The first is the way many colleges and universities have historically defined inquiries (or “leads,” as I’ll refer to them here) as fully-formed records in their student information system. This may require only thinking of a student lead as an official inquiry if the school has captured a good deal of that student’s contact data, sometimes even including date of birth and social security number. However, that sets a very high bar in terms of the completeness of a contact record. It also does not match the approaches I’ve been describing in this blog series for using content marketing as a “carrot” to capture student data. Simply put, you are usually not going to want to ask for many data fields on a landing-page form, because it may discourage students from completing the form and making contact.

Instead of requiring a high number of data points for defining what constitutes an inquiry/lead, I recommend lowering the threshold for the purposes of online advertising. You want to have just enough to be able to continue marketing to that lead, or perhaps hold a follow-up telephone conversation with the student.
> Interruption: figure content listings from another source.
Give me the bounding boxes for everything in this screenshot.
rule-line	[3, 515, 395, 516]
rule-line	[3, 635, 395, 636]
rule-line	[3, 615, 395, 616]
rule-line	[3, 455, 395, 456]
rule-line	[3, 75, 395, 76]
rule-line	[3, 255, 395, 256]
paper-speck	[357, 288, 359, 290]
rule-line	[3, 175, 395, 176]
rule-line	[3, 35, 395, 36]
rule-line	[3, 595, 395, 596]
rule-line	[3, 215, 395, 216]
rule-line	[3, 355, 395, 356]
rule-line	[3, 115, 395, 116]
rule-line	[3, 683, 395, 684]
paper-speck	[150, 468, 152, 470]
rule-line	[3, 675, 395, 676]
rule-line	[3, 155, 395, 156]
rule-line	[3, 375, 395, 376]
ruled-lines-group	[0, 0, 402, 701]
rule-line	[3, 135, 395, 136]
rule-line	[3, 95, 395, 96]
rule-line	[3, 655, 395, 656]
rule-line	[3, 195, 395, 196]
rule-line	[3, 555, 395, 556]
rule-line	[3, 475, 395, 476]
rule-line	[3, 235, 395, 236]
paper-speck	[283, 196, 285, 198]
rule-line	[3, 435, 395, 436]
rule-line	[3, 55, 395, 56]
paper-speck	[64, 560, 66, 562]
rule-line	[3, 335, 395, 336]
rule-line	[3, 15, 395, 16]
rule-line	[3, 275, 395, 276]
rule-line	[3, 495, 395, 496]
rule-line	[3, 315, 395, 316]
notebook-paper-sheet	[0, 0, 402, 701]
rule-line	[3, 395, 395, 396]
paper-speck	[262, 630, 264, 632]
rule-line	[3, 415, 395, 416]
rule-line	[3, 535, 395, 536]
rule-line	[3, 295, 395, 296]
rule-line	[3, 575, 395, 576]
Generally first/last name, email address, phone number (not required) and mailing address are recommended contact fields, and start term and student type are other common fields I recommend including on landing page forms.

Gating content provides metrics for success as well as points of contact

Now that we’ve defined our online campaign’s goal as being lead generation and we’ve defined what constitutes a lead (from a data capture perspective), we now have the ability to examine the main challenge introduced by “ungated” content marketing approaches: How will you measure the performance of your lead generation campaigns?
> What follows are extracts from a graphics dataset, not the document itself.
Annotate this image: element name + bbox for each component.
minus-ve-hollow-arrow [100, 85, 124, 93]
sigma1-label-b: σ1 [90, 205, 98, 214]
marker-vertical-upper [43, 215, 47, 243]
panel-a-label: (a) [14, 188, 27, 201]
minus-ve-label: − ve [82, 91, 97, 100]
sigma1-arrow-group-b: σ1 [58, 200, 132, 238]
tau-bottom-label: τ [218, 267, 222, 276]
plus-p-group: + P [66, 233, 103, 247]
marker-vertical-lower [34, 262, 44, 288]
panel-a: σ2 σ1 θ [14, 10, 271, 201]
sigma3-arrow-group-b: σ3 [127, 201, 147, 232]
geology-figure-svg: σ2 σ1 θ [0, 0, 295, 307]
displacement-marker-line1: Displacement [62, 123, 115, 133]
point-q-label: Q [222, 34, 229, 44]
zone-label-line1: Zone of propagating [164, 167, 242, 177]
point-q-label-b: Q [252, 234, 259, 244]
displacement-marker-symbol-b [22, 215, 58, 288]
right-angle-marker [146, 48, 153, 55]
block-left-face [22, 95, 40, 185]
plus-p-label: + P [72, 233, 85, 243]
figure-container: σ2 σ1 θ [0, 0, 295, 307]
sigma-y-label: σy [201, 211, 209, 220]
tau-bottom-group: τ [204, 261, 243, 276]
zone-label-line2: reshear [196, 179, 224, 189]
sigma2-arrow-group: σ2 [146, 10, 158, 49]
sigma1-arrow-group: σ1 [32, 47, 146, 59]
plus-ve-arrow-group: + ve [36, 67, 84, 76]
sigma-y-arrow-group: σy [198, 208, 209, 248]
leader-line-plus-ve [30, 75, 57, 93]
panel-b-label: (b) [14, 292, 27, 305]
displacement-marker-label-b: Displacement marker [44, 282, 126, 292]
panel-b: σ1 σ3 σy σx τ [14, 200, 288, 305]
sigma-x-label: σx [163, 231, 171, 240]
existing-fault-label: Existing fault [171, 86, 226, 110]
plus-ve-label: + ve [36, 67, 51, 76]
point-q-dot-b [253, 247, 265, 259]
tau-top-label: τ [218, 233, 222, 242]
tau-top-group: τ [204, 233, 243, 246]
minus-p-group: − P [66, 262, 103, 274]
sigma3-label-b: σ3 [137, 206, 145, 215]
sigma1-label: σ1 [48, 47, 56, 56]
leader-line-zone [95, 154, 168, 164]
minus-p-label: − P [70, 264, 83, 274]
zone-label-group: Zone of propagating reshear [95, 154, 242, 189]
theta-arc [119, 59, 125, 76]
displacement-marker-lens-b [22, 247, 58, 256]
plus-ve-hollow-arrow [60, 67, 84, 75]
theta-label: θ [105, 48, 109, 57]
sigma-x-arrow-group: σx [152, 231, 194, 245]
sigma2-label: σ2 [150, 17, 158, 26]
Gating content provides a clear measurement of both student interest and the effectiveness of a specific piece of online content. We can measure that success like this:

# of form submissions / total visitors (or clicks) to landing page = conversion rate

If we ungate the content, we lose our numerator to this key performance metric.
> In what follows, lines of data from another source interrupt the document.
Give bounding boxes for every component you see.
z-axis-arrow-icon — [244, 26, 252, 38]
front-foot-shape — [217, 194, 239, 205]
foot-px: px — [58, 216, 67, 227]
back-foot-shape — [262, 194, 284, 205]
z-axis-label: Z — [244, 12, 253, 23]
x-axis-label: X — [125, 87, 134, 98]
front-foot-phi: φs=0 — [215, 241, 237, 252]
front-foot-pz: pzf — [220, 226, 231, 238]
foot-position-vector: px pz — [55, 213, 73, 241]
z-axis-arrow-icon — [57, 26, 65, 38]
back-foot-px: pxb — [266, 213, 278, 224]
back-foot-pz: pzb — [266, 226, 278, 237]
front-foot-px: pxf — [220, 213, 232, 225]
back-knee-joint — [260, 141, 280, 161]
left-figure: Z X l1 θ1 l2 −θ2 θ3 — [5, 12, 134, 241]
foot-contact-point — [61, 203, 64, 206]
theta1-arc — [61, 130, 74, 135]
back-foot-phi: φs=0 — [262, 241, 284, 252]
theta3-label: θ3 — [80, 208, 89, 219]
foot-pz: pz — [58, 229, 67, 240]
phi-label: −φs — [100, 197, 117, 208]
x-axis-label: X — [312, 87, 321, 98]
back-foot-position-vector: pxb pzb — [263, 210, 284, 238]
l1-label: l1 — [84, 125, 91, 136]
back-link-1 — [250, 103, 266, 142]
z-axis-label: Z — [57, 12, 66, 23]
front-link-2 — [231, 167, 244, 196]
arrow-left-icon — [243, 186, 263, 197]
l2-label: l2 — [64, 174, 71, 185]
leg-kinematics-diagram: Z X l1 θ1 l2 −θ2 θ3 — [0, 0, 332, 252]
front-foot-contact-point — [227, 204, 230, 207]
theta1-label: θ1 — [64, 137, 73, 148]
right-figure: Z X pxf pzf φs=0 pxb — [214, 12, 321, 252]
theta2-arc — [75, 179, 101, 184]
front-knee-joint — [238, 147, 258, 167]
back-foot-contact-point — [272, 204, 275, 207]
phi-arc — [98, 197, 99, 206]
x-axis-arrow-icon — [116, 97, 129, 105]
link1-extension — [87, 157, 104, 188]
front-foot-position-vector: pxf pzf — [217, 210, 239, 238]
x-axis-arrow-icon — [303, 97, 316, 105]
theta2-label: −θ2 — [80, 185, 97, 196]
Now, you may be saying, “Yes, but isn’t our key measurement of success how many applications and enrollments we get from these marketing campaigns?” Again, we have two possible answers. The simple answer is, “Of course our goal is to influence enrollment.” The more accurate and strategic answer is: “Application and enrollments are not really the primary goal of a lead generation campaign, but instead an important step on each student’s path to application and enrollment. Once we capture the leads, then we can begin to send marketing information to them and have our counselors call.”

If you “ungate,” be sure you can still measure key goal metrics

Others of you (especially those familiar with Google Analytics) might be thinking, “There are ways to measure all the way to application completion.” You are correct; however, for many campuses, that involves heavy lifting to set up their web sites for that advanced flow tracking.

If you sit on a campus that has the ability to do such advanced web and marketing campaign analytics integration all the way through to submitted application, count yourself fortunate and then go ahead and move forward with that ungated versus gated content test!

If you sit on the majority of campuses that aren’t quite there yet, you now see why we are fans of gating content in most circumstances. I would recommend keeping your content gated so you can test what’s working, keep gaining information from your leads, and start building relationships with those students.

As always, I invite your questions and opinions in the comments, or send me an email. I also will be discussing how you can get students to those landing pages at a free webinar, Expanding Student Recruitment Through Paid Search and Online Advertising (April 9). I hope you will join me.